The Department of Health and Social Care (DHSC) cannot explain what government auditors last month described as an ‘unprecedented rise’ in wholesalers’ margins, it has said.

Speaking before the Public Account Committee (PAC) last week (4 July), DHSC chief commercial officer Steve Oldfield said that there is ‘no concrete evidence' accounting for the rise seen in wholesalers’ margins in 2017.

His comments were made during oral evidence on an investigation into NHS spending on generic medicines in primary care.

Last month, Government auditors the National Audit Office (NAO) published a report, which found ‘significant increases’ in the prices of certain generics.

 

‘No concrete evidence’

 

Mr Oldfield said: ‘I don’t think we have any concrete evidence that wholesalers’ margins were increasing in a way that we could entirely explain [...].

‘The circumstances that came together [last year] created a huge amount of turbulence and confusion in the market.
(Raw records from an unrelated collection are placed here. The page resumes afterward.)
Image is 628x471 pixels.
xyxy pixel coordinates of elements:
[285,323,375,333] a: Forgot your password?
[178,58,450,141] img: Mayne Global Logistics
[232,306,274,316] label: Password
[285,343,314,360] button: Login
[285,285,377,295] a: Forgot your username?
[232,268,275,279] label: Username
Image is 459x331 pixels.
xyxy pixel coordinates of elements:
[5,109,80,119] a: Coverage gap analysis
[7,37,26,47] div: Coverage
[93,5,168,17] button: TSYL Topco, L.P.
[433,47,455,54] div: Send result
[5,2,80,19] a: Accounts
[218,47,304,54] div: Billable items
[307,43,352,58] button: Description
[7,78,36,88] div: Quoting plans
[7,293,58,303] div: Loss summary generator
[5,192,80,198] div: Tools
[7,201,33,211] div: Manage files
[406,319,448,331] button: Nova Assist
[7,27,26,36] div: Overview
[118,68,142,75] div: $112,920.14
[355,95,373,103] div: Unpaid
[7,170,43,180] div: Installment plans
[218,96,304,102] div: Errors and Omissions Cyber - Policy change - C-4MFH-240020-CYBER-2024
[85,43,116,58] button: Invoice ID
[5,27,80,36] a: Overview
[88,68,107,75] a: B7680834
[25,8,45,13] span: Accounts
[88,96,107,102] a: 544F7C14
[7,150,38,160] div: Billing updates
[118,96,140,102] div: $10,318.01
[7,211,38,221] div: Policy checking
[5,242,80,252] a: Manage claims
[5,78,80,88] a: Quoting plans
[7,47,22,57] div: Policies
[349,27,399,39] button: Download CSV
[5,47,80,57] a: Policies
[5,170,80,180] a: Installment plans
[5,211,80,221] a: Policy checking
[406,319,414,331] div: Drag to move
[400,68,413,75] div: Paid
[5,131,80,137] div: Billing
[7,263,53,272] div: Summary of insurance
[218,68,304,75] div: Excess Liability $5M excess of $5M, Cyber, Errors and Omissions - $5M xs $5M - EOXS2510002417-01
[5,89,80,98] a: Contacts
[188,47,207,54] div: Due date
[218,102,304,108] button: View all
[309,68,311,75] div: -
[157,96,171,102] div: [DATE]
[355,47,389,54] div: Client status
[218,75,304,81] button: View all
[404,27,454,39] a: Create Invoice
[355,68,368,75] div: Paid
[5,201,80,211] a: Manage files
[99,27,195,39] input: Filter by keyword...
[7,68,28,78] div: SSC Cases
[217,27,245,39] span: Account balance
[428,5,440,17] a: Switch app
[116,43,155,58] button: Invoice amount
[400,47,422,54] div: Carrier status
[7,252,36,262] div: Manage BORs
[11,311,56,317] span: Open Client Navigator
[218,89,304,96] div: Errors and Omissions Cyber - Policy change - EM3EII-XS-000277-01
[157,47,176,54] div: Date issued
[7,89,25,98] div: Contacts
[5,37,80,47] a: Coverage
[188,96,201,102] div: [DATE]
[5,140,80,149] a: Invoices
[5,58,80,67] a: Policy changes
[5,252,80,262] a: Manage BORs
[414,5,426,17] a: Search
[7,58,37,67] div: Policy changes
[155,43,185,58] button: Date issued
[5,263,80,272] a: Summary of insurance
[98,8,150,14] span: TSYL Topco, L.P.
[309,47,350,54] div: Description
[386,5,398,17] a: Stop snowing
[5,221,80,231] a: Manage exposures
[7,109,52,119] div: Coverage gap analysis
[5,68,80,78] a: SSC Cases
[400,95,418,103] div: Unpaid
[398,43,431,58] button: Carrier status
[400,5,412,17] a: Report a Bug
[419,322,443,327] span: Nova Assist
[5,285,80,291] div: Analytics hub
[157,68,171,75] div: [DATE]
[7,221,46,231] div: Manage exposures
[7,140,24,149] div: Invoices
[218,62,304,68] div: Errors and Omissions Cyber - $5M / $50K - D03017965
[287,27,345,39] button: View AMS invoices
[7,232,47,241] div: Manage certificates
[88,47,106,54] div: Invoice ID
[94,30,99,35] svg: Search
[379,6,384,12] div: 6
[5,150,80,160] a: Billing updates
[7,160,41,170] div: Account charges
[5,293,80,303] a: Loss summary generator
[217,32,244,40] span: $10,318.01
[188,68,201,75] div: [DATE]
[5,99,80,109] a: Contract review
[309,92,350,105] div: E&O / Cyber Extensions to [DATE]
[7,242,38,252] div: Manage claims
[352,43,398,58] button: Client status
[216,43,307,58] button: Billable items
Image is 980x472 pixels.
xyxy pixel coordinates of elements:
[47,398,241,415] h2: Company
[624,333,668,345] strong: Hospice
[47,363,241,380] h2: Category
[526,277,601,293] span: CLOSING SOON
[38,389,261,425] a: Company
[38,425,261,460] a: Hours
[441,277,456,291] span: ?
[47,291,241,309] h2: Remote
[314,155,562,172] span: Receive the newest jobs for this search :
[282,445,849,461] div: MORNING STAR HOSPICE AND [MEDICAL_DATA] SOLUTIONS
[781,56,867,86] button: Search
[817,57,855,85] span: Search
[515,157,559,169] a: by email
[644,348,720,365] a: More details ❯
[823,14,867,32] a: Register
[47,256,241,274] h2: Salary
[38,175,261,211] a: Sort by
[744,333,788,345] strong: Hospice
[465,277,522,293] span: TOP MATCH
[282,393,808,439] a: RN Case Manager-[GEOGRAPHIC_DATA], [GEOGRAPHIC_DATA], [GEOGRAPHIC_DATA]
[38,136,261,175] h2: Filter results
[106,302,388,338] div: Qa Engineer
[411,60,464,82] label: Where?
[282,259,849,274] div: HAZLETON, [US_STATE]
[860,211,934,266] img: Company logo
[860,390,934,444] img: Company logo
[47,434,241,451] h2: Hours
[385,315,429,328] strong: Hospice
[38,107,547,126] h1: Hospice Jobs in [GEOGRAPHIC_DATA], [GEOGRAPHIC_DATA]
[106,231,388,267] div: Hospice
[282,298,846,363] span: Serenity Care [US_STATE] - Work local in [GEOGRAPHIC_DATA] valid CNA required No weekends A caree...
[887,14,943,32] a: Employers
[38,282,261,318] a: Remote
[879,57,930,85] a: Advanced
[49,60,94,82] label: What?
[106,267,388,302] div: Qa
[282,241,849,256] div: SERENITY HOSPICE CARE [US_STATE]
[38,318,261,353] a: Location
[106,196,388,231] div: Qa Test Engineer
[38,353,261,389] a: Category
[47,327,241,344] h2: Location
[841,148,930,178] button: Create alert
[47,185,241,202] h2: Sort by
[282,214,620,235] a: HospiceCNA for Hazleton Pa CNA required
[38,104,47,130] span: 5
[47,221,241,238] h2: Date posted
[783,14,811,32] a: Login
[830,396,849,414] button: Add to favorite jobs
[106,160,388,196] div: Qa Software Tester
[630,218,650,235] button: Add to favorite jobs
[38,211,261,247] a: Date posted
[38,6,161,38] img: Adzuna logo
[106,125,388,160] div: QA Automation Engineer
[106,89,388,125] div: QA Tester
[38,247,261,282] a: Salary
‘It is entirely possible that in that there was a disconnect between different parts of the supply chain.’

 

‘Saving money’

 

Imperial College’s medical education deputy director Professor Karim Meeran – also speaking before the PAC – argued that some of the generics should be made in the UK to save money.

He said: ‘If you have 10 drugs, of which nine cost £1 and one costs £600, it’s the £600 drug that will have the major effect on our mean spend.

‘All of the drugs on that list should be very cheap to make. We should look at whether we can make it within the health service and have a body that makes it, and not to make a loss but to break even.

‘If the NHS did all the manufacturing of just those essential drugs — not new drugs or developing new things but just that small list — I think we could save money.’